A young woman clutches a photograph to her chest as she lights a candle at a table decorated in purple. The sadness in her face is clear as she shares that she lost her father to a drug overdose less than a year ago.
Right behind her is an elder woman called Dee. There are tears streaming down her face. She’s lost two younger family members, Ruth and Tommy, to the opioid crisis – one lost just a few days ago.
These women were joined by dozens of other people who took part in the International Overdose Awareness Day event hosted by the NTC’s Teechuktl Harm Reduction Team at Port Alberni’s Harbour Quay on Aug. 31.
Emcee Martin Watts invited the crowd to bring photographs of their loved ones to a memory wall that was set up. He reminded the people that the community cares.
“This International Overdose Awareness Day event is about raising awareness, education and to remember those lost,” he said.
Organizers offered support to those needing it through their harm reduction team members and staff from Tsow Tun Le Lum, a treatment facility located in Nanoose, BC.
Trevor Little of Tseshaht was invited to offer a prayer. He addressed the crowd by reminding them that all of us are, in one way or another, tied to someone that is struggling in life.
“I ask you to put someone special in your heart and pray for them, because thoughts and prayers can bring them back to health, sometimes,” he said.
Deb Foxcroft, an elected councillor with the Tseshaht First Nation, was there on behalf of Chief Councilor Ken Watts, who is on vacation. She told the people she was there to support them and asked for a moment of silence in remembrance of those lost.
Guest speaker Rita Watts shared that she is eight years sober after a 22 year-long addiction to alcohol and crack cocaine.
“I lost everything, I had nothing, and I didn’t care about anything,” she said, adding that, in her addiction, she allowed others to raise her children.
Change for Rita came when the man in her life told her he had enough.
“He packed my stuff up, put it outside and changed the locks,” she shared.
Watts’ mother agreed to store the belongings but made sure Rita knew she wasn’t welcome there.
“She told me to go find myself,” said Rita.
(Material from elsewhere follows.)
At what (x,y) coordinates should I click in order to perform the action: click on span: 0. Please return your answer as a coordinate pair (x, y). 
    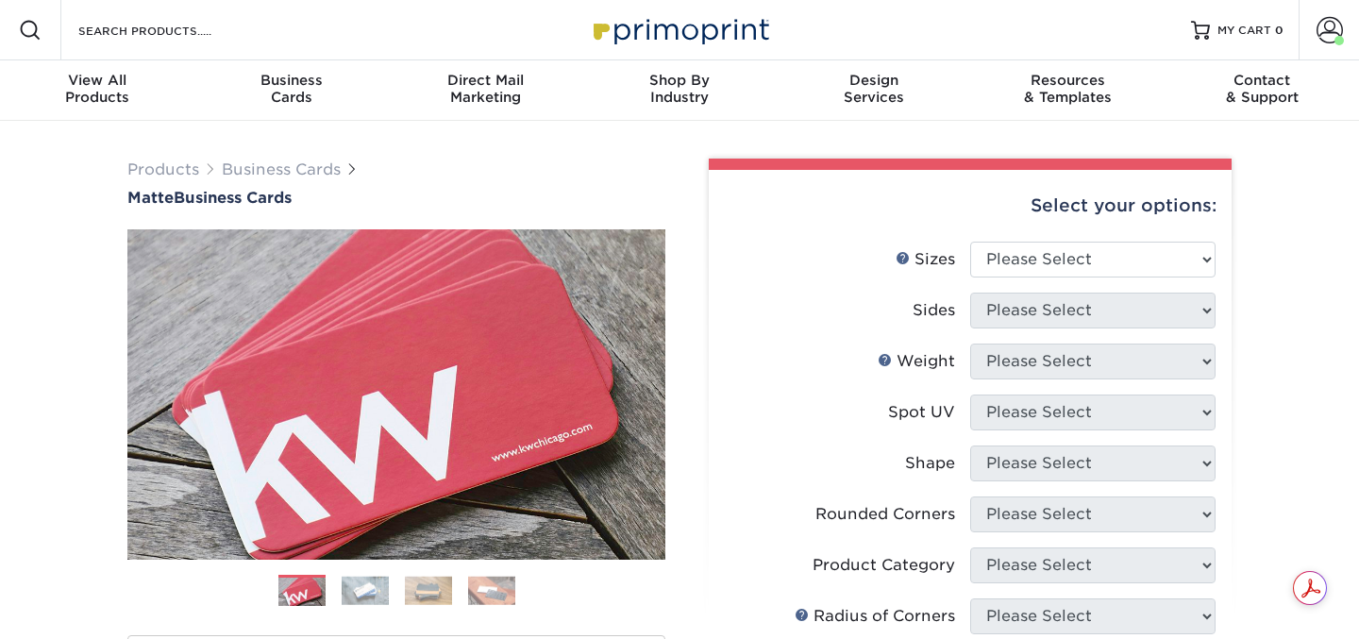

Rita wanted to know why she made the painful choices that led her to that day. She went to a few treatment programs and received counselling to find those answers. She later learned that it was trauma she endured in her younger years that led her down that path. Unresolved trauma.
Through counselling and support, Rita worked through her past pain.
“I was floating when I got done,” she shared.
Rita is back in her family and is a foster parent, raising a grandchild. She shared that her son and his partner are in addiction.
“He’s not ready yet, but I pray to God that someday soon, he will be ready,” said Rita.
According to a federal NDP statement, 30,000 Canadians have died due to toxic drugs since 2016.
“Last year there was an alarming 96 per cent increase in drug-related deaths,” they noted.
“Tragically, in the seventh year of this public health emergency, as we are experiencing increasing numbers of deaths in July, our province has now lost more than 10,000 lives to illicit drugs since April 2016,” said B.C. Chief Coroner Lisa Lapointe.
In the six months from January to the end of June 2022 at least 1,095 British Columbians have died due to the ever-increasing toxicity of the unregulated, illicit drug market, according to the BC Coroner’s service.
“Deaths due to toxic drugs in the first half of 2022 have surpassed the number of deaths experienced in the same period in 2021, putting our province, once again, on track for a record loss of life,” said Lapointe.
The Death Review Panel, experts tasked by the provincial government to make recommendations to alleviate the crisis, say access to safer drugs is what is needed.
“It is imperative that we urgently provide access to safer supply across our province. It’s only when we drastically reduce people’s reliance on the profit-driven, illicit drug trade, that we will save lives and turn the trajectory of this crisis around,” they wrote.
Speaking about the impact on families losing loved ones to drugs, B.C.’s Representative for Children and Youth, Jennifer Charlesworth, said it has a devastating effect.
“This is especially pronounced for First Nations, Metis, Inuit and urban Indigenous young people,” she stated. “Government must prioritize a full array of mental-health and substance-use services for young people, including harm reduction. Nothing short of that will do.”